**WHAT THE EXERCISE ASKS**
Your answer should be the line that contains "Image resolution: width=1747" and each line after it, restated word for word through the final line of the entries.

[Stored data]
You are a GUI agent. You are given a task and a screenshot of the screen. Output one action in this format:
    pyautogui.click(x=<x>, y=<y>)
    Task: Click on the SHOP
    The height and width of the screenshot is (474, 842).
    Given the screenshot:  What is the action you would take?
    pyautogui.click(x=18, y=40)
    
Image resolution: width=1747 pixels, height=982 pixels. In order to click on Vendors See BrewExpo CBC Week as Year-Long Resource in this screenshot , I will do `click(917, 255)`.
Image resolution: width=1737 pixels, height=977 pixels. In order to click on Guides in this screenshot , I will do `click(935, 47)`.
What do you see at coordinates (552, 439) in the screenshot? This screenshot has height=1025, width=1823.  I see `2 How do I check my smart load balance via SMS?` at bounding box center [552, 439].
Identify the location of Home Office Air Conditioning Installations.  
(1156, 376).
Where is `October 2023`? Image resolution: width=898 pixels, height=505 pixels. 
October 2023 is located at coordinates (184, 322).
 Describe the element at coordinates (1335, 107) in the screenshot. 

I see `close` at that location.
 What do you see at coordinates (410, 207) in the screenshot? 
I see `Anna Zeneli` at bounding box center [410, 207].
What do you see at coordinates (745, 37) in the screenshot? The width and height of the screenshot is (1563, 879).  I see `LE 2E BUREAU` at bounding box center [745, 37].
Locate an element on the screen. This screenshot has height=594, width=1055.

**RESPONSE TO THE TASK**
Image resolution: width=1747 pixels, height=982 pixels. In order to click on Vendors See BrewExpo CBC Week as Year-Long Resource in this screenshot , I will do `click(917, 255)`.
Image resolution: width=1737 pixels, height=977 pixels. In order to click on Guides in this screenshot , I will do `click(935, 47)`.
What do you see at coordinates (552, 439) in the screenshot? This screenshot has height=1025, width=1823.  I see `2 How do I check my smart load balance via SMS?` at bounding box center [552, 439].
Identify the location of Home Office Air Conditioning Installations.  
(1156, 376).
Where is `October 2023`? Image resolution: width=898 pixels, height=505 pixels. 
October 2023 is located at coordinates (184, 322).
 Describe the element at coordinates (1335, 107) in the screenshot. 

I see `close` at that location.
 What do you see at coordinates (410, 207) in the screenshot? 
I see `Anna Zeneli` at bounding box center [410, 207].
What do you see at coordinates (745, 37) in the screenshot? The width and height of the screenshot is (1563, 879).  I see `LE 2E BUREAU` at bounding box center [745, 37].
Locate an element on the screen. This screenshot has height=594, width=1055.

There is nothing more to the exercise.